Asset Based Community Development (ABCD) is an approach to sustainable community-driven development. ABCD offers a radical shift of perspective: to move away from a one-directional giver-receiver pattern to facilitating the space for citizens to join together and co-create what matters to them as communities.

The origins of Asset Based Community Development (ABCD) start with the work of Professor John McKnight, Professor Jody Kretzmann and eighteen of their associates in the late 1980s. Using only open and participatory processes, John McKnight and Jody Kretzmann gathered 3,000 stories in response to questions such as, “can you tell us a story about a time when you and your neighbours came together to make things better around here?” The stories they gathered had some mix of the six key community building blocks in common.
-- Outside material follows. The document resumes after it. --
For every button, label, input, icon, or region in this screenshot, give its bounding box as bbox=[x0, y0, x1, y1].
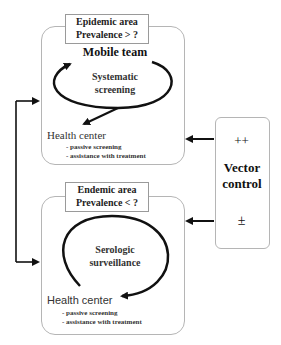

While not every story possessed all six, across the 3,000 stories gathered, these are the most recurrent strengths:

  • The skills of residents
  • The power of local associations
  • The resources of public, private and non-profit institutions
  • The physical resources and ecology of local places
  • The economic resources of local places
  • The stories and heritage of local places

These building blocks, which were eventually categorized as “community assets,” reflected the residents’ real-world’ accounts of their experiences in nurturing their health and well-being, protecting the environment and the local economy, raising happy children, ageing actively and comfortably at home, responding to natural or man-made disasters, as well as being good stewards of local ecology and deepening democracy, achieving social justice and nurturing local wisdom.